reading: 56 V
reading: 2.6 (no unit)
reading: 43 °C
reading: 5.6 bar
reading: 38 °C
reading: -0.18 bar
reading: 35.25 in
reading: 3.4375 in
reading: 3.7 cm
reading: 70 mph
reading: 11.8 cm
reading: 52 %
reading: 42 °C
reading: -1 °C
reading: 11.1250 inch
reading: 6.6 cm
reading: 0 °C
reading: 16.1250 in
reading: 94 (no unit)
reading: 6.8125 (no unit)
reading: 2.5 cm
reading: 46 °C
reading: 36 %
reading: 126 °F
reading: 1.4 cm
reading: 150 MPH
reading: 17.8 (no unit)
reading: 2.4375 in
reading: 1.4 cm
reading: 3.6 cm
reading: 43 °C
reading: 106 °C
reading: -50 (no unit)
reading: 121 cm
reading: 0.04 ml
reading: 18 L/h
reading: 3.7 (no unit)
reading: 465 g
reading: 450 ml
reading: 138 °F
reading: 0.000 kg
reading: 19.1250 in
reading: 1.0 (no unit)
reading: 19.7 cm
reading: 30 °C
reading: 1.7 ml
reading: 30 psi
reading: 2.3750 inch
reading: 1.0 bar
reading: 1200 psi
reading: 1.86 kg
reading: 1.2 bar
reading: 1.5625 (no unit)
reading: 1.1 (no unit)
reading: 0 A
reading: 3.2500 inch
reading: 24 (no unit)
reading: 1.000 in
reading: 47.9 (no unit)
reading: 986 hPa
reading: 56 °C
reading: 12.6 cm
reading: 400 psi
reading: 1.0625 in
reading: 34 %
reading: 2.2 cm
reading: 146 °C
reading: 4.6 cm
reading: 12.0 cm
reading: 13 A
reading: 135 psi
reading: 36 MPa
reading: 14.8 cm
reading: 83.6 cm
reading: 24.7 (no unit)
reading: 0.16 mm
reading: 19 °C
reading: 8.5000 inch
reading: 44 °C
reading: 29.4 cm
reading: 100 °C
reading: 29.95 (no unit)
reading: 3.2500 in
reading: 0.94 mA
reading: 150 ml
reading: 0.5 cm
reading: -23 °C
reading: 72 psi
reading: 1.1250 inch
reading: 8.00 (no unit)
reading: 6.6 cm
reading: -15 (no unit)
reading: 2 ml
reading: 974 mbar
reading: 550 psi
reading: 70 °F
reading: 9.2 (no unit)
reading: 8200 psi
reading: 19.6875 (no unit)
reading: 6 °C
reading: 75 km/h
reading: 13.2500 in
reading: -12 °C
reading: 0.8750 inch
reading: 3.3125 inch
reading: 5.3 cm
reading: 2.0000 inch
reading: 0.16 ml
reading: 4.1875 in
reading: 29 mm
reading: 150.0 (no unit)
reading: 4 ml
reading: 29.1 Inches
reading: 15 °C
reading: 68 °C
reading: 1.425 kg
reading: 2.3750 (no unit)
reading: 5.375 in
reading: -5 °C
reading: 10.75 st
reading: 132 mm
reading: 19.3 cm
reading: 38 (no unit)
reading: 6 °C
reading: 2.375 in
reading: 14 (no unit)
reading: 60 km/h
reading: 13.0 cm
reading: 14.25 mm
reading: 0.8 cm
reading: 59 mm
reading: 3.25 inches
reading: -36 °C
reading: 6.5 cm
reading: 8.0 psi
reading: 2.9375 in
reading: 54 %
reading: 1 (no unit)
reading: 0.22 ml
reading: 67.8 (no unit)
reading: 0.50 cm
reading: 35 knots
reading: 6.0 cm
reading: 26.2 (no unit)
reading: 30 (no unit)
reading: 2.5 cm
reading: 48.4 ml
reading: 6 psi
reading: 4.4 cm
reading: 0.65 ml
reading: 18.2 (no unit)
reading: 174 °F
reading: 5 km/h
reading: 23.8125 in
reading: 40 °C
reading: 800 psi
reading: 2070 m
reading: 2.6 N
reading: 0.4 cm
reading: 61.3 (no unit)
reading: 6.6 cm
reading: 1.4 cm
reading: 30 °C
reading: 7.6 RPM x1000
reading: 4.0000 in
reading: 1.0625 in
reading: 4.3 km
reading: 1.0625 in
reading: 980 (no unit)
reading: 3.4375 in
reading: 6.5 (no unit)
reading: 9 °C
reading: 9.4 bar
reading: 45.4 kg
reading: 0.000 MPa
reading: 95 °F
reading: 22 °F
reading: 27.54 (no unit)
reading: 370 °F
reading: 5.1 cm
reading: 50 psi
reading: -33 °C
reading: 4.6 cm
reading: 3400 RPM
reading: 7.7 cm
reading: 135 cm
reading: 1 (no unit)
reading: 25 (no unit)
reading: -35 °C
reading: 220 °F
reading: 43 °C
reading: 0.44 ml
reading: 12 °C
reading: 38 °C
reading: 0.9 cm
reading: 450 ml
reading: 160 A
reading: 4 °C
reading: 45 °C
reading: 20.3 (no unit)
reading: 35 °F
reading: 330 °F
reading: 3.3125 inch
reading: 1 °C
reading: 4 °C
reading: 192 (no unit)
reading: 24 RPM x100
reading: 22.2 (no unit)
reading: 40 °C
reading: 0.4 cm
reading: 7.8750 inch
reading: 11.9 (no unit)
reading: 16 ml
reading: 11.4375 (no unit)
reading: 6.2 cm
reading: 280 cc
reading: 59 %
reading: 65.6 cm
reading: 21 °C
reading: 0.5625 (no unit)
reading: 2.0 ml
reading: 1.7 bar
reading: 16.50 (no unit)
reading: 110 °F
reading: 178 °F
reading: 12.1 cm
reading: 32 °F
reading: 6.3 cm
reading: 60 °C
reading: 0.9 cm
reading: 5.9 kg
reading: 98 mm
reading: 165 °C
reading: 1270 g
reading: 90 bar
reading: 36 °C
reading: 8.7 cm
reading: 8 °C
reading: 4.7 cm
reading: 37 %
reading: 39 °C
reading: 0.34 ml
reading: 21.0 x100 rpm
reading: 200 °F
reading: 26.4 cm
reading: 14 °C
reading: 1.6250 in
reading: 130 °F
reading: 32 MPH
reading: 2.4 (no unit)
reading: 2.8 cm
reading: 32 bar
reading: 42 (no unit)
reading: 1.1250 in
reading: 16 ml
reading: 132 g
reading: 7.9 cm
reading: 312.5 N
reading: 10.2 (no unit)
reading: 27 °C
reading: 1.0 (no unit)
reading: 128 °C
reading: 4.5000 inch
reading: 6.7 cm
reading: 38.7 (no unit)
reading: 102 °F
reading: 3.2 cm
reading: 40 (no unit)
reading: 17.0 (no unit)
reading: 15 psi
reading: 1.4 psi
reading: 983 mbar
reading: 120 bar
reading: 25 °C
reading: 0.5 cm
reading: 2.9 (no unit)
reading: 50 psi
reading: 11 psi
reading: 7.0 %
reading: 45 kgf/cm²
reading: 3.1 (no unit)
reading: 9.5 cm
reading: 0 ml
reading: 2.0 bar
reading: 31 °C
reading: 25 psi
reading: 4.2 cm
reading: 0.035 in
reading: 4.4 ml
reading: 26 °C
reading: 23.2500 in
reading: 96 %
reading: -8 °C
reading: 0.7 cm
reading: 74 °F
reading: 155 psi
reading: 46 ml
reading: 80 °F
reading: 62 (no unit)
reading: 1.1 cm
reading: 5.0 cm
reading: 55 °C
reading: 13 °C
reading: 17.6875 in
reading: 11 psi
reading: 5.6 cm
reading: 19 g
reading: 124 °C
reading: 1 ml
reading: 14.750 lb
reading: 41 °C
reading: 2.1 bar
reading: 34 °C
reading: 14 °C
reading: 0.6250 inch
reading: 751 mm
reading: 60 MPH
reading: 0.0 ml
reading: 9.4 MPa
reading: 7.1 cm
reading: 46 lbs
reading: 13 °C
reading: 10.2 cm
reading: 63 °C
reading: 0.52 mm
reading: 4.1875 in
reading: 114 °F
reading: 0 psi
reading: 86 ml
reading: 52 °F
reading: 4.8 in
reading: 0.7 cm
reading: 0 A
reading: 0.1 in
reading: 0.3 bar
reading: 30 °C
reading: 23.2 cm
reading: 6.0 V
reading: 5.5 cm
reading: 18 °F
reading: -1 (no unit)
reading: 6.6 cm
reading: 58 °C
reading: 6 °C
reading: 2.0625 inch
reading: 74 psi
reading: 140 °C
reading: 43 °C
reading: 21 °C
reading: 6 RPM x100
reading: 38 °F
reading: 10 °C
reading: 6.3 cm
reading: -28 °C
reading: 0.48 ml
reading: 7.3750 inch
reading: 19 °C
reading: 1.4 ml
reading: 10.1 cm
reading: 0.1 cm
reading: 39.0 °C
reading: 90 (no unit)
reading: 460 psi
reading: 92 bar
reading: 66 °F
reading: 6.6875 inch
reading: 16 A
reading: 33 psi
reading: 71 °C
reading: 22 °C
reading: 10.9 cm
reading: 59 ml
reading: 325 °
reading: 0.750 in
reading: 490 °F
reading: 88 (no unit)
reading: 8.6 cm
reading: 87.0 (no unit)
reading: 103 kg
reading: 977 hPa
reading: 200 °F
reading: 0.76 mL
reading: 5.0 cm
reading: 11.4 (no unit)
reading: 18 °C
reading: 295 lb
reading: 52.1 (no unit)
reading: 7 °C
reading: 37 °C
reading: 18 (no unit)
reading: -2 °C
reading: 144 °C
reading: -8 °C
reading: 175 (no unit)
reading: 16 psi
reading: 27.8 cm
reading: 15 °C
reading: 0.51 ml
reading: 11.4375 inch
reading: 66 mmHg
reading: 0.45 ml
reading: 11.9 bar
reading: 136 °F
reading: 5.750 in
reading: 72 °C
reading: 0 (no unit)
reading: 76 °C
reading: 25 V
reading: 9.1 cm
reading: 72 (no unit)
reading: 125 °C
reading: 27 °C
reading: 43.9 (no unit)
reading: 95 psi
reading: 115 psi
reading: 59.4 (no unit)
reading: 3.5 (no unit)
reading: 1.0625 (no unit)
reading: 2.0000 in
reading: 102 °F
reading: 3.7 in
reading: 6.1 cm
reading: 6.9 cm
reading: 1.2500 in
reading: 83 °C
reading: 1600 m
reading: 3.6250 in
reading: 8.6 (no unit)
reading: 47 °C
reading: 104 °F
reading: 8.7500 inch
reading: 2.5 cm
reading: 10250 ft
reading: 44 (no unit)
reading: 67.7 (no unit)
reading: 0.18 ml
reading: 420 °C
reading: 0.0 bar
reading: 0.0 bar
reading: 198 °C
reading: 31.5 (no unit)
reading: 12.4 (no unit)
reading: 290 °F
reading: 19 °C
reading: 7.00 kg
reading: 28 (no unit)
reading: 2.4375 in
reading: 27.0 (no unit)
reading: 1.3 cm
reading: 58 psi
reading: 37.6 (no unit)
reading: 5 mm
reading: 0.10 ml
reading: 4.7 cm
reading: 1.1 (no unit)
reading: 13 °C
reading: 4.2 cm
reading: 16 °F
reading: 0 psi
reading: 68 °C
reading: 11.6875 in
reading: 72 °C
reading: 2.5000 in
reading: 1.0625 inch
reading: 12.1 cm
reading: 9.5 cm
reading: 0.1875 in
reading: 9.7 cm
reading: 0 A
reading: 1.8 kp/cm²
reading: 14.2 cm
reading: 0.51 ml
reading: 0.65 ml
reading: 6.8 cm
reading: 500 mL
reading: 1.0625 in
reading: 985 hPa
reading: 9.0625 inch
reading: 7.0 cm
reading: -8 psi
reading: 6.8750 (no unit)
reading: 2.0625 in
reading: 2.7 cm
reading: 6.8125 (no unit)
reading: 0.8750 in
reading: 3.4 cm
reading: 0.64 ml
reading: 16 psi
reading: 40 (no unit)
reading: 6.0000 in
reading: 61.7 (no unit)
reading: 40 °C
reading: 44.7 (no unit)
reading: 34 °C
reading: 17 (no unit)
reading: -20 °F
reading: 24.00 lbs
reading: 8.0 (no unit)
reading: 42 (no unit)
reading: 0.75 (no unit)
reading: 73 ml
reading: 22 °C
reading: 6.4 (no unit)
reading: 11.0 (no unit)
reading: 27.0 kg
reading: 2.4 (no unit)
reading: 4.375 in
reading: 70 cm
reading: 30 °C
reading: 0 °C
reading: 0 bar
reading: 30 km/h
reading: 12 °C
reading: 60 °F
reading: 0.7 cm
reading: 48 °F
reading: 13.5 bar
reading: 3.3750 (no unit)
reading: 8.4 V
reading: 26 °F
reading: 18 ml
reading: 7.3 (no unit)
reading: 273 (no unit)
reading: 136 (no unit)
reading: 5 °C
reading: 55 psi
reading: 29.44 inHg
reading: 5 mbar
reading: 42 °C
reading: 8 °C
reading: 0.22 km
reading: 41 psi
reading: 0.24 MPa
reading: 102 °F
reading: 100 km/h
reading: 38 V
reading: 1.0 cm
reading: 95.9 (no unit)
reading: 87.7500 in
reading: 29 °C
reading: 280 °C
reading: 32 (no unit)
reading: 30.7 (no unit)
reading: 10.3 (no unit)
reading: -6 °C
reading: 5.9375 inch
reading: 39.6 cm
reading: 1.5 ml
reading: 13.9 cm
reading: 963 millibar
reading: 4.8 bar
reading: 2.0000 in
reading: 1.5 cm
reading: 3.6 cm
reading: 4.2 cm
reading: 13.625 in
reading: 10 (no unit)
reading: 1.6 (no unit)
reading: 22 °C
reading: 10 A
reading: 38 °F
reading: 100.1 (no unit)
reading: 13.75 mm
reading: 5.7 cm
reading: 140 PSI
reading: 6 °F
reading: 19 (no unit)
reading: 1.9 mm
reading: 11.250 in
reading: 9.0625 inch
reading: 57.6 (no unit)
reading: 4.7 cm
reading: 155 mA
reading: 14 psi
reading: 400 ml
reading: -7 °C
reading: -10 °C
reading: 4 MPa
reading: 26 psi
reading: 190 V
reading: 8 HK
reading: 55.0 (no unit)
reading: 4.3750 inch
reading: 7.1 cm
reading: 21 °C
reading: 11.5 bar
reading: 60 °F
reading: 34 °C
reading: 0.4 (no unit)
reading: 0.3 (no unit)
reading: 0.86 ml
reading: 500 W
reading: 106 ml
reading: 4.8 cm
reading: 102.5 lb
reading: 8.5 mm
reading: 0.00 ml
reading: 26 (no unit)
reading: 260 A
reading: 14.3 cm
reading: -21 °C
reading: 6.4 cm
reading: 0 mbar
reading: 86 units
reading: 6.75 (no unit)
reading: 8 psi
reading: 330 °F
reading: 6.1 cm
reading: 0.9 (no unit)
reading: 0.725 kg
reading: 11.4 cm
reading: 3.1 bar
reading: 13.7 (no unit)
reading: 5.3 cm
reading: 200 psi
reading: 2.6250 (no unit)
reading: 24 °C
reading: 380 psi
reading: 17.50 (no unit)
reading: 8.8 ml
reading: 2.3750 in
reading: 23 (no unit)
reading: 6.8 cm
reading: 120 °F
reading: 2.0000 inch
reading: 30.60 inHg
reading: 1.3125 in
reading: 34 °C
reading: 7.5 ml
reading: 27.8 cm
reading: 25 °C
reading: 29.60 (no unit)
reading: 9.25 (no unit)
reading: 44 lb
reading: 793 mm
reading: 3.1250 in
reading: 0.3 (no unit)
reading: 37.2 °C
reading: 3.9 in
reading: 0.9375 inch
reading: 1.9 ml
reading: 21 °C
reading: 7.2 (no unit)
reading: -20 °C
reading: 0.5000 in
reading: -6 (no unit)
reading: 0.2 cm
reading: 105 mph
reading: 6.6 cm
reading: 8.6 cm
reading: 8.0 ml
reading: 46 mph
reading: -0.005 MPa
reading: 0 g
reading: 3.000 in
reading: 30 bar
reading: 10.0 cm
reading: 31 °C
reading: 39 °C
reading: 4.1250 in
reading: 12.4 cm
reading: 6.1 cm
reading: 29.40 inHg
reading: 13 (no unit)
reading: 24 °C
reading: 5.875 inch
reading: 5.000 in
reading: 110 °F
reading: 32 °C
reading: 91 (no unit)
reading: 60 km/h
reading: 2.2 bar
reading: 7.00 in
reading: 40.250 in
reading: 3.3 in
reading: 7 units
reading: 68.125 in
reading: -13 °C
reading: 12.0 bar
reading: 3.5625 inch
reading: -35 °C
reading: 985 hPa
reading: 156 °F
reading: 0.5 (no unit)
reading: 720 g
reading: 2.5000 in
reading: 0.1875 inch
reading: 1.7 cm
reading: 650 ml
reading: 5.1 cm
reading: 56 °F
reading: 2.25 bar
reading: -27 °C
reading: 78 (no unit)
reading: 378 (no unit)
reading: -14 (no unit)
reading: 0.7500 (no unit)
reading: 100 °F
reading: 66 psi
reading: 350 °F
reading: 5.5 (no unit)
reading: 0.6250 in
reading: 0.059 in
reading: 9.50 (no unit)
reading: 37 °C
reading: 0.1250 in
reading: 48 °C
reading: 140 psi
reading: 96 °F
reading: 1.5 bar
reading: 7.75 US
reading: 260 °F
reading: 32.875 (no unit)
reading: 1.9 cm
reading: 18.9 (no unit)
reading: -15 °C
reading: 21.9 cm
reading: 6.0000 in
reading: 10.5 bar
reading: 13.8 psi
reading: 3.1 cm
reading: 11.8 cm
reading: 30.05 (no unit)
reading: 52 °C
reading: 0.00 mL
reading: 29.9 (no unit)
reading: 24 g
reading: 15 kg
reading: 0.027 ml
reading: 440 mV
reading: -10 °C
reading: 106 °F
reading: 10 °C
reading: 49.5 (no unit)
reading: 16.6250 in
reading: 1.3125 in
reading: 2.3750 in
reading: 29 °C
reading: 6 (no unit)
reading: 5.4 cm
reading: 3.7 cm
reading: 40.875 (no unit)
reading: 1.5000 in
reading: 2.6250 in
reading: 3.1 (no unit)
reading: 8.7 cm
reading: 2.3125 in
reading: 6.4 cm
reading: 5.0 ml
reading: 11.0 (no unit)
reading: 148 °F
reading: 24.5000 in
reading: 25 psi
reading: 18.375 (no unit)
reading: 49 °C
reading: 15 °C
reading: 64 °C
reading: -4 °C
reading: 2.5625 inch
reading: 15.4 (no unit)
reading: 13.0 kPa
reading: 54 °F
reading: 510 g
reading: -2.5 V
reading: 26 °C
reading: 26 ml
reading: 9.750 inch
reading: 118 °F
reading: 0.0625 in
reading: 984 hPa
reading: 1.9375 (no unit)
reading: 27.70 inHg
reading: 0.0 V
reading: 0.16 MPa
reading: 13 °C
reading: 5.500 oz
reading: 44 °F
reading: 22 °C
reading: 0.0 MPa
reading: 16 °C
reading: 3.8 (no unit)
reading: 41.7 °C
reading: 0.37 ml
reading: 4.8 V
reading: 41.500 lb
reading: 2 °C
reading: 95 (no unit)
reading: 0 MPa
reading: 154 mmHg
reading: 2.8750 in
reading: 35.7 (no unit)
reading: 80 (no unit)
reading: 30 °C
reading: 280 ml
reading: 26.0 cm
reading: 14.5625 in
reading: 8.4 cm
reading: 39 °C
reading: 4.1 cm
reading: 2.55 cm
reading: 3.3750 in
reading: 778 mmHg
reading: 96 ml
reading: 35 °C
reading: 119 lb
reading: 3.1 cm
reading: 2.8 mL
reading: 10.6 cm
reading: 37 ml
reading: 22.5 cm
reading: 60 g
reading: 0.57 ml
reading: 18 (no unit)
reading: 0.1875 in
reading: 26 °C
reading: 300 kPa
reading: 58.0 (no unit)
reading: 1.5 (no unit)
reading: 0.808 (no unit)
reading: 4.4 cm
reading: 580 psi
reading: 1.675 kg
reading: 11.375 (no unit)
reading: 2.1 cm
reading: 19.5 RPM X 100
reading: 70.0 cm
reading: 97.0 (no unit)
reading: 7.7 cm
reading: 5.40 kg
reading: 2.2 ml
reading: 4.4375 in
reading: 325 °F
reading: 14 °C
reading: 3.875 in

=-=-=

[The task] Transcribe, exactly and without additions, the lines of the records above, beginning with the line that contains "reading: 11.1250 inch" and ending with the line that contains "reading: 29.1 Inches", both included.

[Result of this task]
reading: 11.1250 inch
reading: 6.6 cm
reading: 0 °C
reading: 16.1250 in
reading: 94 (no unit)
reading: 6.8125 (no unit)
reading: 2.5 cm
reading: 46 °C
reading: 36 %
reading: 126 °F
reading: 1.4 cm
reading: 150 MPH
reading: 17.8 (no unit)
reading: 2.4375 in
reading: 1.4 cm
reading: 3.6 cm
reading: 43 °C
reading: 106 °C
reading: -50 (no unit)
reading: 121 cm
reading: 0.04 ml
reading: 18 L/h
reading: 3.7 (no unit)
reading: 465 g
reading: 450 ml
reading: 138 °F
reading: 0.000 kg
reading: 19.1250 in
reading: 1.0 (no unit)
reading: 19.7 cm
reading: 30 °C
reading: 1.7 ml
reading: 30 psi
reading: 2.3750 inch
reading: 1.0 bar
reading: 1200 psi
reading: 1.86 kg
reading: 1.2 bar
reading: 1.5625 (no unit)
reading: 1.1 (no unit)
reading: 0 A
reading: 3.2500 inch
reading: 24 (no unit)
reading: 1.000 in
reading: 47.9 (no unit)
reading: 986 hPa
reading: 56 °C
reading: 12.6 cm
reading: 400 psi
reading: 1.0625 in
reading: 34 %
reading: 2.2 cm
reading: 146 °C
reading: 4.6 cm
reading: 12.0 cm
reading: 13 A
reading: 135 psi
reading: 36 MPa
reading: 14.8 cm
reading: 83.6 cm
reading: 24.7 (no unit)
reading: 0.16 mm
reading: 19 °C
reading: 8.5000 inch
reading: 44 °C
reading: 29.4 cm
reading: 100 °C
reading: 29.95 (no unit)
reading: 3.2500 in
reading: 0.94 mA
reading: 150 ml
reading: 0.5 cm
reading: -23 °C
reading: 72 psi
reading: 1.1250 inch
reading: 8.00 (no unit)
reading: 6.6 cm
reading: -15 (no unit)
reading: 2 ml
reading: 974 mbar
reading: 550 psi
reading: 70 °F
reading: 9.2 (no unit)
reading: 8200 psi
reading: 19.6875 (no unit)
reading: 6 °C
reading: 75 km/h
reading: 13.2500 in
reading: -12 °C
reading: 0.8750 inch
reading: 3.3125 inch
reading: 5.3 cm
reading: 2.0000 inch
reading: 0.16 ml
reading: 4.1875 in
reading: 29 mm
reading: 150.0 (no unit)
reading: 4 ml
reading: 29.1 Inches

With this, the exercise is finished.